Remember shareware? In case you don’t, Eurogamer has an article on that very subject. Although I take issue with their point of view.
Reading the piece, you’d get the impression that PC gaming was a ghetto, and it was only the efforts of id Software, Apogee, and Epic Megagames that ushered in a golden era for 16-bit+ systems.
Somehow, they managed to overlook SSI’s AD&D games (and strategy games, for that matter); Sierra’s line of adventure games (though mentioned in passing in a snarky way); Origins Ultimas; and various products from Microprose, to name a few that come immediately to mind.
Of course, none of those was shareware. So what? There was a pretty healthy PC gaming scene already. The one game they mention that really mattered was Doom, and we’ve been inundated with shooters ever since.
Certainly, shareware had its place. But, a title or two aside, it really wasn’t as big as Eurogamer thinks it was. Unless all they really care about are action/platformer/arcade stuff, which would be a big oversight on their part.

















It was a bit of a ghetto. I mean, your examples, Scorpia, are incredibly nerdy and geeky.
I think what they’re saying is, really, that up until Wolf 3D people thought games like these were for kids or nerds.
I mean, for over a decade if you wanted to play a game you had to know how to mess around with AUTOEXEC.BAT and CONFIG.SYS files, know which memory managers to use and what options to enable…
For over a decade! PC gaming wasn’t dead back then, but no way in hell was it an industry. A hobby, maybe. One that supported a pretty small industry, most definitely, and made some pretty goddamn good games. But a hobby.
Compare that with gaming today. There is a small core of “hard-core” people who spend an incredible fortune every 18 months or less to keep up with the latest cutting edge, but behind them we have casual players, indie gamers, old school gamers, amateur game designers, modders and the like.
It’s gotten so big that you and I don’t know 80 percent of the field. No one does, and no one expects to.
And yet you know you’re ‘hardcore olbie’ if you remember Kingdom of Kroz and Duke Nukem and Commander Keen and Wolf 3D. It’s gotten to the point where remembering Doom marks you out as an old gamer.
So they don’t focus on the early days. You’re right in saying that back in those days, the hobby had a rich community and tradition that produced incredible, wonderful games — games that people are still discovering to this day, that modern games still haven’t grokked yet.
But ghetto? Indeed it was.
It had to be an awful big ghetto, then, T-boy. I can remember when Electronics Boutique (back when it was called that, sometimes I forget to call it “EB Games”) was lined wall to wall with PC games and there were 3 around my city.
Now I admit I don’t know what percentage of people where there buying Printshop or Lotus 1-2-3. Maybe there were so many stores because of the business community. But I think alot of it was games.
what was the time frame that eurogames is talking about?
i was in europe till late 85 and the market for games was abysmal. If i’d not had stateside access gaming would have been none existent.
SO they may be taking about the euro scene where shareware might have played a bigger factor then it did in the western hemisphere.
after all their name is EUROgamer.
time frame was up to 93. so end of 85-93 i have no personnel knowledge of gaming software availability.
I do remember some Euro folks having issues with getting some software in 90 or 92 where they asked friends in the US to help out. but that was more of US version out now, and they didn’t want to wait X months for the euro version.
I believe that he got the cause wrong. Shareware might have played a part, but it was just a minor role. I believe the real reason is that the PC finally caught up to the rest of the playing field.
All of the games Scorpia mentioned such as the SSI and Sierra games were available on the Amiga which had built in stereo sound vs the PCs internal beeper, 32 color graphics vs EGA’s 16 or CGA’s 4, and no need to worry about tweaking autoexec/config or memory management. About the time that the 386 came out was when PC gaming started catching up. You could buy an Adlib or Sound Blaster and VGA graphics became the standard. I mainly gamed on the Amiga or Atari ST from the mid-80s to early 90s because the gaming experience on a PC was terrible in comparison and the costs were doubled and tripled and even then you had to shell out more for a sound card and EGA card, the equivalents of which came standard on an Amiga or Atari ST.
I think Coyote has the best rebuttal to T-Boy’s remarks:
Shareware and the Golden Age of PC Games
Xian, I dunno. Having had a PC beginning with the 286, can’t say I recall my experiences were bad (aside from the few games in - gak - CGA).
Doom was the first game where you could set someone with no prior gaming experience to sit down and they would immediately “get” it. Most other games involved long conversation with phrases like “so that little thing is me?” and “what’s HP again?” It was all abstract conventions that were hard to explain to someone that really wasn’t otherwise motivated. In Doom they were like, “ok, I’m in a hall and I’ve got a gun, how do I move?”
It was that immediately accessible non-iconic view of the world that made Doom so significant.
Barg, that wasn’t the only one (Doom). See today’s post for details.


Task: When you copy the records, keep every word exact and leave the pictures out.

Material shown:
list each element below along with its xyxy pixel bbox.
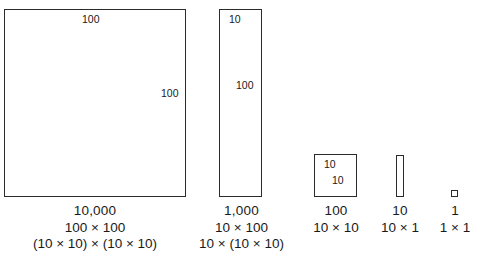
caption-1: 1 1 × 1 bbox=[427, 203, 483, 236]
caption-factored-10000: 100 × 100 bbox=[0, 220, 190, 237]
caption-factored-1000: 10 × 100 bbox=[190, 220, 293, 237]
caption-expanded-10000: (10 × 10) × (10 × 10) bbox=[0, 236, 190, 253]
caption-expanded-1000: 10 × (10 × 10) bbox=[190, 236, 293, 253]
caption-factored-10: 10 × 1 bbox=[369, 220, 431, 237]
dimension-label-100-right: 10 bbox=[332, 175, 344, 186]
dimension-label-1000-top: 10 bbox=[229, 14, 241, 25]
area-rectangle-1000 bbox=[219, 9, 262, 197]
caption-10000: 10,000 100 × 100 (10 × 10) × (10 × 10) bbox=[0, 203, 190, 253]
caption-value-1: 1 bbox=[427, 203, 483, 220]
caption-factored-1: 1 × 1 bbox=[427, 220, 483, 237]
area-rectangle-10000 bbox=[4, 9, 186, 197]
caption-factored-100: 10 × 10 bbox=[302, 220, 370, 237]
area-rectangle-10 bbox=[396, 155, 404, 197]
area-rectangle-1 bbox=[451, 190, 458, 197]
caption-value-10000: 10,000 bbox=[0, 203, 190, 220]
caption-100: 100 10 × 10 bbox=[302, 203, 370, 236]
place-value-area-diagram: 100 100 10 100 10 10 10,000 100 × 100 (1… bbox=[0, 0, 485, 266]
caption-value-100: 100 bbox=[302, 203, 370, 220]
dimension-label-10000-right: 100 bbox=[161, 88, 179, 99]
dimension-label-10000-top: 100 bbox=[82, 14, 100, 25]
dimension-label-100-top: 10 bbox=[324, 159, 336, 170]
caption-1000: 1,000 10 × 100 10 × (10 × 10) bbox=[190, 203, 293, 253]
dimension-label-1000-right: 100 bbox=[236, 80, 254, 91]
caption-value-10: 10 bbox=[369, 203, 431, 220]
caption-10: 10 10 × 1 bbox=[369, 203, 431, 236]
caption-value-1000: 1,000 bbox=[190, 203, 293, 220]
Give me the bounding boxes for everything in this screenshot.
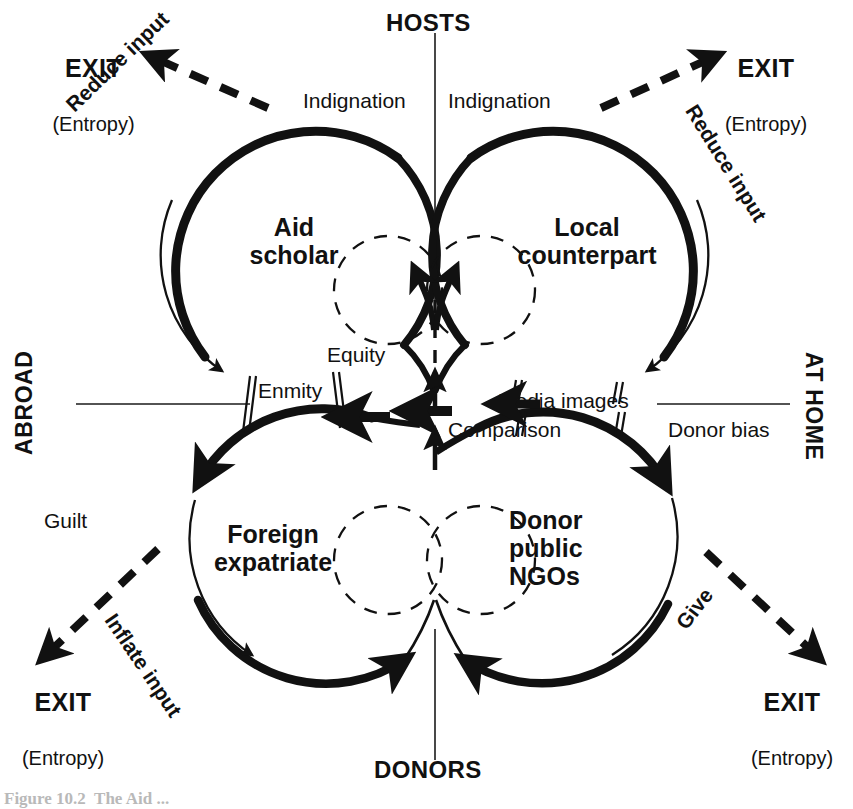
exit-bottom-right-sub: (Entropy) (733, 748, 851, 769)
flow-indignation-left: Indignation (303, 90, 406, 112)
exit-arrow-bottom-right (706, 552, 818, 657)
flow-equity: Equity (327, 344, 385, 366)
pole-at-home: AT HOME (802, 352, 826, 461)
flow-indignation-right: Indignation (448, 90, 551, 112)
figure-canvas: HOSTS DONORS ABROAD AT HOME Aid scholar … (0, 0, 853, 809)
exit-bottom-right-label: EXIT (733, 689, 851, 715)
exit-top-left-sub: (Entropy) (36, 114, 151, 135)
pole-abroad: ABROAD (12, 350, 36, 455)
node-foreign-expatriate: Foreign expatriate (173, 520, 373, 576)
flow-enmity: Enmity (258, 380, 322, 402)
pole-donors: DONORS (374, 757, 482, 782)
pole-hosts: HOSTS (386, 10, 471, 35)
node-donor-public-ngos: Donor public NGOs (509, 506, 649, 590)
exit-arrow-top-left (150, 56, 268, 108)
flow-guilt: Guilt (44, 510, 87, 532)
flow-comparison: Comparison (448, 419, 561, 441)
exit-bottom-right: EXIT (Entropy) (733, 655, 851, 803)
exit-top-right-sub: (Entropy) (706, 114, 826, 135)
flow-donor-bias: Donor bias (668, 419, 770, 441)
node-local-counterpart: Local counterpart (487, 213, 687, 269)
node-aid-scholar: Aid scholar (214, 213, 374, 269)
exit-bottom-left: EXIT (Entropy) (4, 655, 122, 803)
flow-media-images: Media images (498, 390, 629, 412)
exit-top-right-label: EXIT (706, 55, 826, 81)
figure-caption: Figure 10.2 The Aid ... (4, 789, 169, 809)
exit-bottom-left-sub: (Entropy) (4, 748, 122, 769)
exit-bottom-left-label: EXIT (4, 689, 122, 715)
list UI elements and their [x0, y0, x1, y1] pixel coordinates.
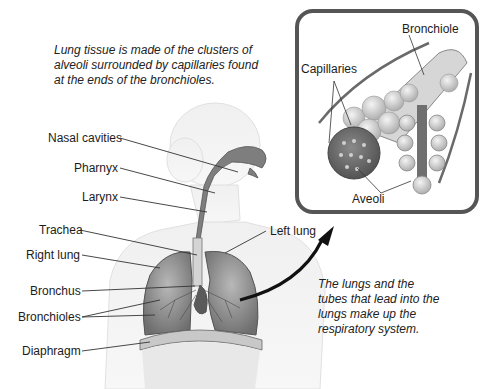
alveoli-inset [295, 9, 479, 214]
label-trachea: Trachea [39, 223, 83, 237]
caption-respiratory-system: The lungs and the tubes that lead into t… [318, 277, 443, 337]
label-right-lung: Right lung [26, 248, 80, 262]
label-bronchus: Bronchus [30, 284, 81, 298]
label-larynx: Larynx [82, 190, 118, 204]
label-alveoli: Aveoli [352, 192, 384, 206]
label-diaphragm: Diaphragm [22, 344, 81, 358]
trachea-shape [193, 238, 202, 286]
label-bronchioles: Bronchioles [18, 310, 81, 324]
alveoli-detail-art [299, 13, 475, 210]
label-bronchiole: Bronchiole [402, 22, 459, 36]
label-left-lung: Left lung [270, 224, 316, 238]
caption-lung-tissue: Lung tissue is made of the clusters of a… [54, 43, 269, 88]
label-pharynx: Pharnyx [74, 161, 118, 175]
label-capillaries: Capillaries [301, 62, 357, 76]
label-nasal-cavities: Nasal cavities [48, 131, 122, 145]
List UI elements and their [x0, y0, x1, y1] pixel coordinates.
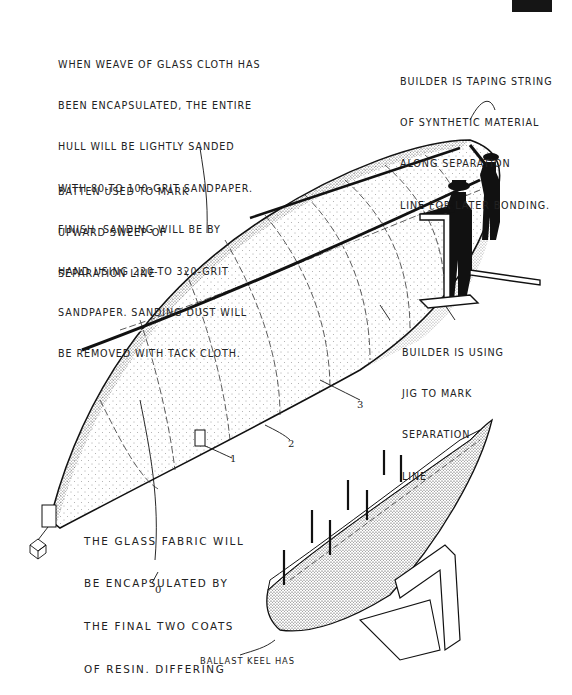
callout-line: HULL WILL BE LIGHTLY SANDED [58, 140, 260, 154]
callout-line: BATTEN USED TO MARK [58, 185, 189, 199]
callout-line: SANDPAPER. SANDING DUST WILL [58, 306, 260, 320]
callout-line: SEPARATION [402, 428, 504, 442]
callout-line: WHEN WEAVE OF GLASS CLOTH HAS [58, 58, 260, 72]
callout-line: SEPARATION LINE [58, 267, 189, 281]
callout-jig: BUILDER IS USING JIG TO MARK SEPARATION … [402, 318, 504, 497]
callout-line: BALLAST KEEL HAS [200, 655, 304, 668]
callout-line: LINE FOR LATER BONDING. [400, 199, 553, 213]
block-icon [30, 539, 46, 559]
callout-line: BEEN ENCAPSULATED, THE ENTIRE [58, 99, 260, 113]
callout-line: JIG TO MARK [402, 387, 504, 401]
svg-text:2: 2 [288, 438, 294, 449]
callout-line: BE ENCAPSULATED BY [84, 576, 244, 590]
callout-line: BE REMOVED WITH TACK CLOTH. [58, 347, 260, 361]
callout-batten: BATTEN USED TO MARK UPWARD SWEEP OF SEPA… [58, 157, 189, 295]
callout-line: LINE [402, 470, 504, 484]
callout-line: THE GLASS FABRIC WILL [84, 534, 244, 548]
callout-line: BUILDER IS TAPING STRING [400, 75, 553, 89]
callout-line: ALONG SEPARATION [400, 157, 553, 171]
callout-line: BUILDER IS USING [402, 346, 504, 360]
callout-line: OF SYNTHETIC MATERIAL [400, 116, 553, 130]
callout-ballast-keel: BALLAST KEEL HAS BEEN FIBERGLASSED [200, 630, 304, 695]
callout-line: UPWARD SWEEP OF [58, 226, 189, 240]
svg-text:1: 1 [230, 453, 236, 464]
callout-taping: BUILDER IS TAPING STRING OF SYNTHETIC MA… [400, 47, 553, 226]
svg-text:3: 3 [357, 399, 363, 410]
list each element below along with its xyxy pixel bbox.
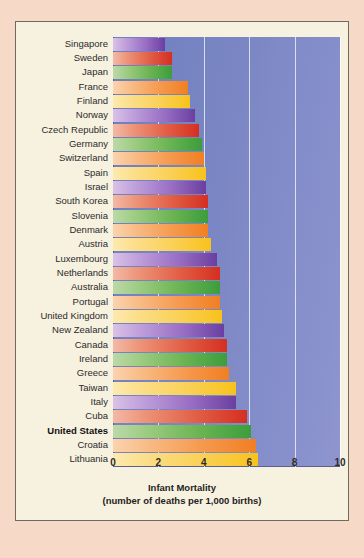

Result of this exercise:
list each element below along with its xyxy pixel bbox.
caption-1: 1 1 × 1 bbox=[427, 203, 483, 236]
caption-factored-10000: 100 × 100 bbox=[0, 220, 190, 237]
caption-factored-1000: 10 × 100 bbox=[190, 220, 293, 237]
caption-expanded-10000: (10 × 10) × (10 × 10) bbox=[0, 236, 190, 253]
caption-expanded-1000: 10 × (10 × 10) bbox=[190, 236, 293, 253]
caption-factored-10: 10 × 1 bbox=[369, 220, 431, 237]
dimension-label-100-right: 10 bbox=[332, 175, 344, 186]
dimension-label-1000-top: 10 bbox=[229, 14, 241, 25]
area-rectangle-1000 bbox=[219, 9, 262, 197]
caption-10000: 10,000 100 × 100 (10 × 10) × (10 × 10) bbox=[0, 203, 190, 253]
caption-value-1: 1 bbox=[427, 203, 483, 220]
caption-factored-1: 1 × 1 bbox=[427, 220, 483, 237]
area-rectangle-10000 bbox=[4, 9, 186, 197]
caption-factored-100: 10 × 10 bbox=[302, 220, 370, 237]
area-rectangle-10 bbox=[396, 155, 404, 197]
area-rectangle-1 bbox=[451, 190, 458, 197]
caption-value-10000: 10,000 bbox=[0, 203, 190, 220]
caption-100: 100 10 × 10 bbox=[302, 203, 370, 236]
place-value-area-diagram: 100 100 10 100 10 10 10,000 100 × 100 (1… bbox=[0, 0, 485, 266]
caption-value-100: 100 bbox=[302, 203, 370, 220]
dimension-label-10000-right: 100 bbox=[161, 88, 179, 99]
dimension-label-10000-top: 100 bbox=[82, 14, 100, 25]
dimension-label-100-top: 10 bbox=[324, 159, 336, 170]
caption-1000: 1,000 10 × 100 10 × (10 × 10) bbox=[190, 203, 293, 253]
dimension-label-1000-right: 100 bbox=[236, 80, 254, 91]
caption-value-10: 10 bbox=[369, 203, 431, 220]
caption-10: 10 10 × 1 bbox=[369, 203, 431, 236]
caption-value-1000: 1,000 bbox=[190, 203, 293, 220]
Give me the bounding boxes for everything in this screenshot.
exit-bottom-right-sub: (Entropy) (733, 748, 851, 769)
flow-indignation-left: Indignation (303, 90, 406, 112)
exit-arrow-bottom-right (706, 552, 818, 657)
flow-equity: Equity (327, 344, 385, 366)
pole-at-home: AT HOME (802, 352, 826, 461)
flow-indignation-right: Indignation (448, 90, 551, 112)
figure-canvas: HOSTS DONORS ABROAD AT HOME Aid scholar … (0, 0, 853, 809)
exit-bottom-right-label: EXIT (733, 689, 851, 715)
exit-top-left-sub: (Entropy) (36, 114, 151, 135)
pole-abroad: ABROAD (12, 350, 36, 455)
node-foreign-expatriate: Foreign expatriate (173, 520, 373, 576)
flow-enmity: Enmity (258, 380, 322, 402)
pole-donors: DONORS (374, 757, 482, 782)
pole-hosts: HOSTS (386, 10, 471, 35)
node-donor-public-ngos: Donor public NGOs (509, 506, 649, 590)
exit-arrow-top-left (150, 56, 268, 108)
flow-guilt: Guilt (44, 510, 87, 532)
flow-comparison: Comparison (448, 419, 561, 441)
exit-bottom-right: EXIT (Entropy) (733, 655, 851, 803)
exit-top-right-sub: (Entropy) (706, 114, 826, 135)
flow-donor-bias: Donor bias (668, 419, 770, 441)
node-local-counterpart: Local counterpart (487, 213, 687, 269)
node-aid-scholar: Aid scholar (214, 213, 374, 269)
exit-bottom-left: EXIT (Entropy) (4, 655, 122, 803)
flow-media-images: Media images (498, 390, 629, 412)
exit-top-right-label: EXIT (706, 55, 826, 81)
figure-caption: Figure 10.2 The Aid ... (4, 789, 169, 809)
exit-bottom-left-sub: (Entropy) (4, 748, 122, 769)
exit-bottom-left-label: EXIT (4, 689, 122, 715)
list UI elements and their [x0, y0, x1, y1] pixel coordinates.
alveoli-inset [295, 9, 479, 214]
label-trachea: Trachea [39, 223, 83, 237]
caption-respiratory-system: The lungs and the tubes that lead into t… [318, 277, 443, 337]
label-right-lung: Right lung [26, 248, 80, 262]
label-bronchus: Bronchus [30, 284, 81, 298]
label-larynx: Larynx [82, 190, 118, 204]
label-alveoli: Aveoli [352, 192, 384, 206]
label-diaphragm: Diaphragm [22, 344, 81, 358]
trachea-shape [193, 238, 202, 286]
label-bronchioles: Bronchioles [18, 310, 81, 324]
alveoli-detail-art [299, 13, 475, 210]
label-bronchiole: Bronchiole [402, 22, 459, 36]
label-left-lung: Left lung [270, 224, 316, 238]
caption-lung-tissue: Lung tissue is made of the clusters of a… [54, 43, 269, 88]
label-pharynx: Pharnyx [74, 161, 118, 175]
label-capillaries: Capillaries [301, 62, 357, 76]
label-nasal-cavities: Nasal cavities [48, 131, 122, 145]
List UI elements and their [x0, y0, x1, y1] pixel coordinates.
callout-line: HULL WILL BE LIGHTLY SANDED [58, 140, 260, 154]
callout-line: BATTEN USED TO MARK [58, 185, 189, 199]
callout-line: SANDPAPER. SANDING DUST WILL [58, 306, 260, 320]
callout-line: SEPARATION [402, 428, 504, 442]
callout-line: WHEN WEAVE OF GLASS CLOTH HAS [58, 58, 260, 72]
callout-line: SEPARATION LINE [58, 267, 189, 281]
callout-jig: BUILDER IS USING JIG TO MARK SEPARATION … [402, 318, 504, 497]
callout-line: BALLAST KEEL HAS [200, 655, 304, 668]
callout-line: LINE FOR LATER BONDING. [400, 199, 553, 213]
block-icon [30, 539, 46, 559]
callout-line: BEEN ENCAPSULATED, THE ENTIRE [58, 99, 260, 113]
callout-line: JIG TO MARK [402, 387, 504, 401]
svg-text:2: 2 [288, 438, 294, 449]
callout-line: BE ENCAPSULATED BY [84, 576, 244, 590]
callout-line: BE REMOVED WITH TACK CLOTH. [58, 347, 260, 361]
callout-batten: BATTEN USED TO MARK UPWARD SWEEP OF SEPA… [58, 157, 189, 295]
callout-line: LINE [402, 470, 504, 484]
callout-line: THE GLASS FABRIC WILL [84, 534, 244, 548]
callout-line: BUILDER IS TAPING STRING [400, 75, 553, 89]
callout-line: ALONG SEPARATION [400, 157, 553, 171]
callout-line: BUILDER IS USING [402, 346, 504, 360]
callout-line: OF SYNTHETIC MATERIAL [400, 116, 553, 130]
callout-ballast-keel: BALLAST KEEL HAS BEEN FIBERGLASSED [200, 630, 304, 695]
callout-line: UPWARD SWEEP OF [58, 226, 189, 240]
svg-text:1: 1 [230, 453, 236, 464]
callout-taping: BUILDER IS TAPING STRING OF SYNTHETIC MA… [400, 47, 553, 226]
svg-text:3: 3 [357, 399, 363, 410]
list each element below along with its xyxy pixel bbox.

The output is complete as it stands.